Having specifically found that employee was not acting within the scope of his employment at the time of the accident, the jury had no logical basis to find that defendant's breach of its duty to use reasonable care in hiring employee was the cause of plaintiffs' injuries. In finding that employee was not acting within the scope of his employment when the accident occurred, the jury rejected the very factual basis for plaintiffs' assertion that defendant should be liable for negligent hiring: namely, that there was a sufficient employment nexus because employee's truck had been equipped with a pipe rack for defendant's benefit and contained work tools.

By specifically finding that employee was not acting within the scope of his employment, the jury necessarily found that his travel at the time of the accident was neither at the express or implied request of defendant nor for its benefit. Employee was therefore not "carrying out his employment responsibilities" when the accident occurred. Accordingly, no reasonable basis existed to support the jury verdict against defendant on plaintiffs' negligent hiring claim. See Girard v. Trade Prof'ls, Inc., 50 F.Supp.2d 1050 (D.Kan.1999)(where electrician was involved in accident while driving home from work in his personal truck, which he also used as transportation to and from job sites, employer could not be liable under negligent hiring doctrine because employee was not within scope of his employment at time of accident), aff'd, 13 Fed. Appx. 865, 2001 WL 791808 (10th Cir.2001).

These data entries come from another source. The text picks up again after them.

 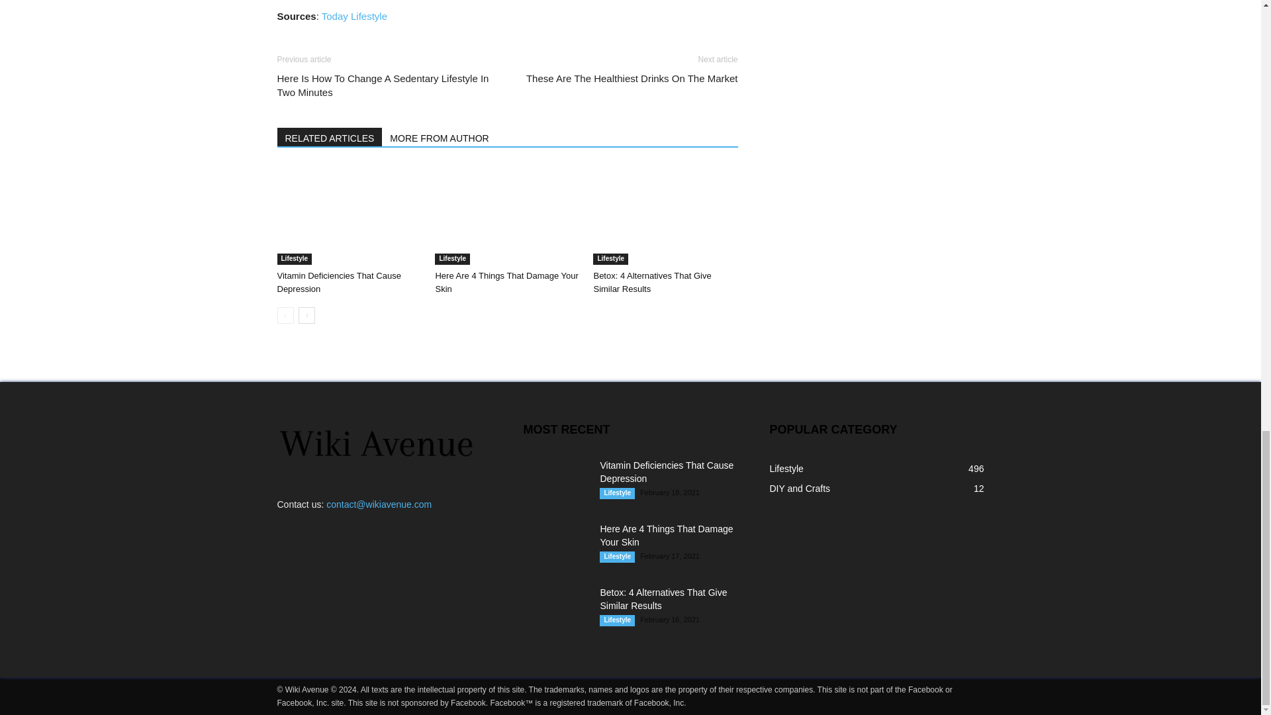 What do you see at coordinates (611, 259) in the screenshot?
I see `Lifestyle` at bounding box center [611, 259].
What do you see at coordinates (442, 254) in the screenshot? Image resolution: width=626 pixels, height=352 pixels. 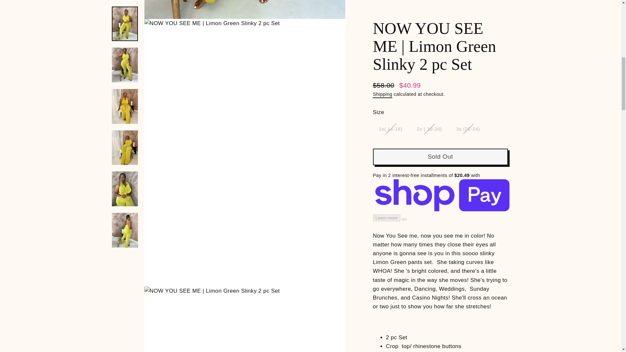 I see `Tweet on Twitter` at bounding box center [442, 254].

Accordingly, in light of the jury's express finding that employee was not acting within the scope of his employment at the time of the accident, we conclude that the trial court erred in denying defendant's motion for JNOV on the negligent hiring claim.

II. Vicarious Liability Claim

Plaintiffs contend on cross-appeal that the trial court erred in denying their motion for JNOV on their claim that defendant was vicariously liable based on principles of respondeat superior. We reject the contention.

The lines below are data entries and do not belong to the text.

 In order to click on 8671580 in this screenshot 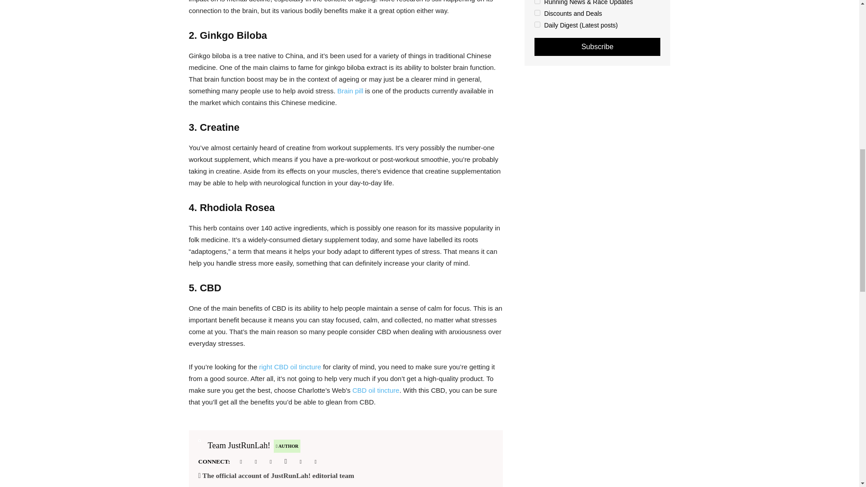, I will do `click(537, 13)`.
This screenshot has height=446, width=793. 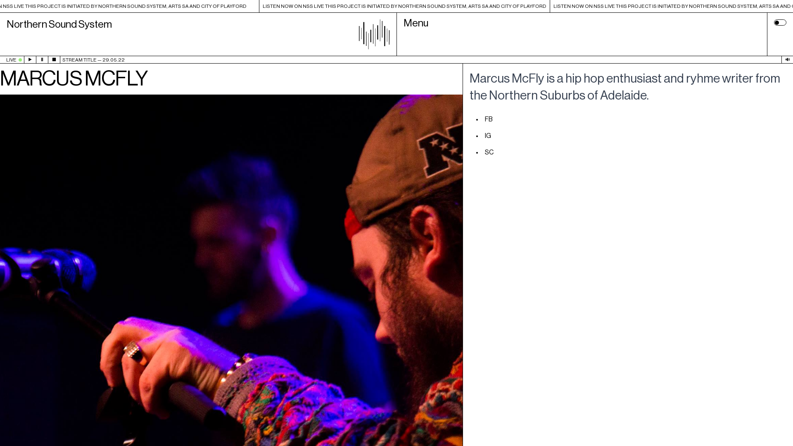 I want to click on FB, so click(x=489, y=119).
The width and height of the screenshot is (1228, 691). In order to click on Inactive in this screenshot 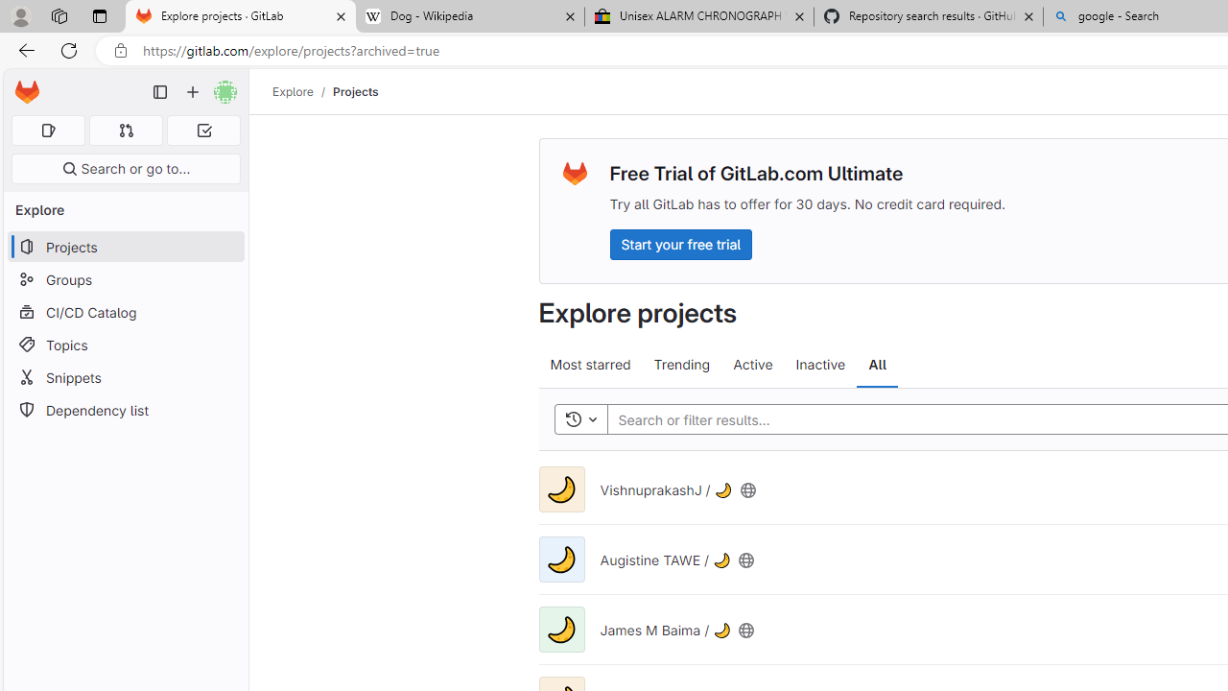, I will do `click(820, 365)`.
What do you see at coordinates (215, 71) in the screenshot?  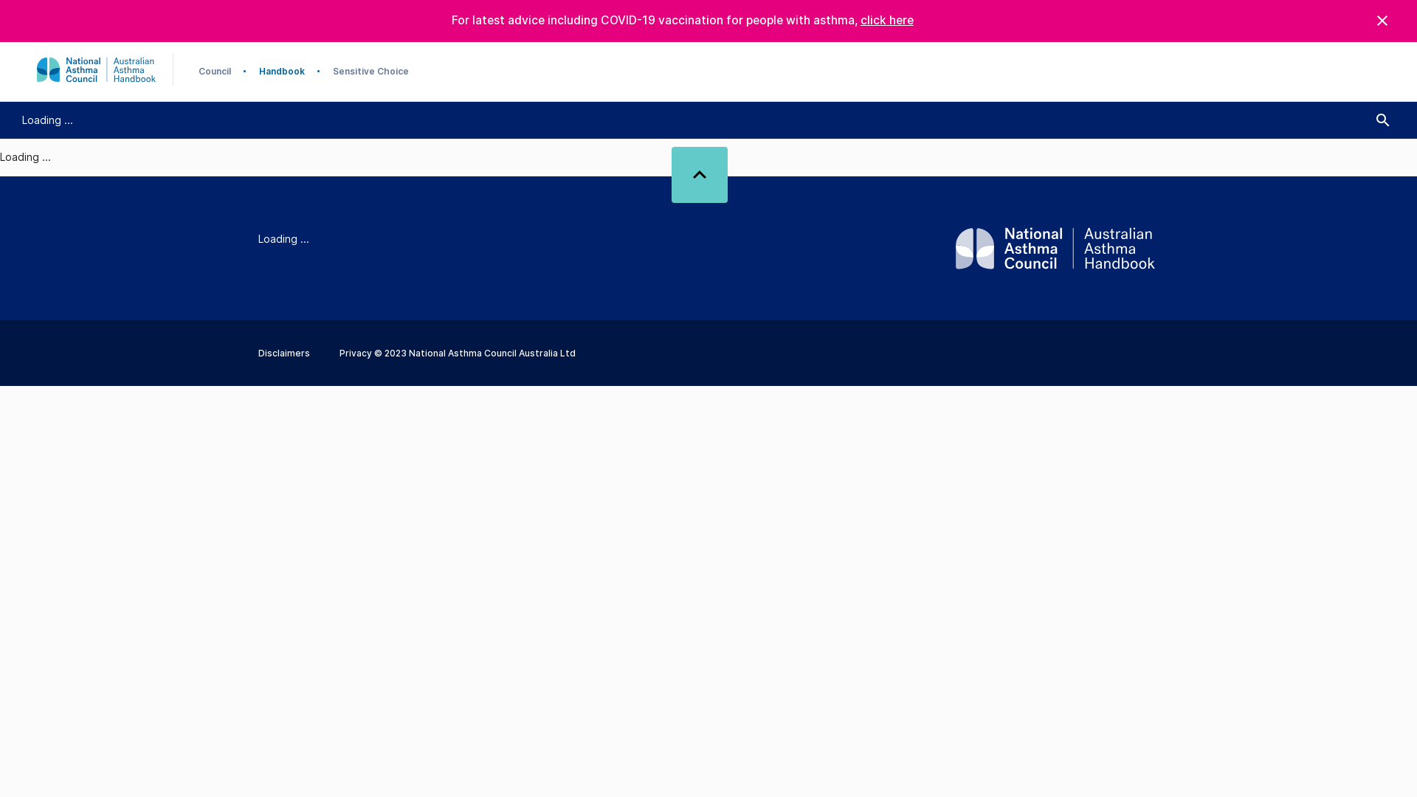 I see `Council` at bounding box center [215, 71].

*983 To impose respondeat superior liability on an employer for an employee's acts, the plaintiff must show that an employer-employee relationship existed and that the acts occurred in the course and scope of the employee's employment. Pediatric Neurosurgery, P.C. v. Russell, 44 P.3d 1063, 1070 (Colo.2002).

Where there is conflicting evidence regarding whether an employee's act occurred within the scope of employment, the issue involves questions of material fact which should be submitted to the jury. See Lytle v. Kite, 728 P.2d 305, 310 (Colo.1986)(whether employee was acting within scope of employment when driving from home to service station in truck used for work involved question of material fact for the jury).

As discussed, a JNOV may be entered only if the evidence shows that "no reasonable person could reach the same conclusion as the jury." Williams v. Cont'l Airlines, Inc., supra, 943 P.2d at 17. Here, the mere fact that employee's truck was equipped with a pipe rack used in defendant's work and contained work tools did not establish as a matter of law that employee was acting within the scope of his employment while driving home from work. Thus, there was a reasonable basis for the jury's determination to the contrary.

Accordingly, we reject plaintiffs' contention that the trial court erred in denying their motion for JNOV on their respondeat superior claim.

The judgment for plaintiffs on the negligent hiring claim is reversed, and the judgment for defendant on the vicarious liability claim is affirmed.

Judge ROY and Judge CARPARELLI concur.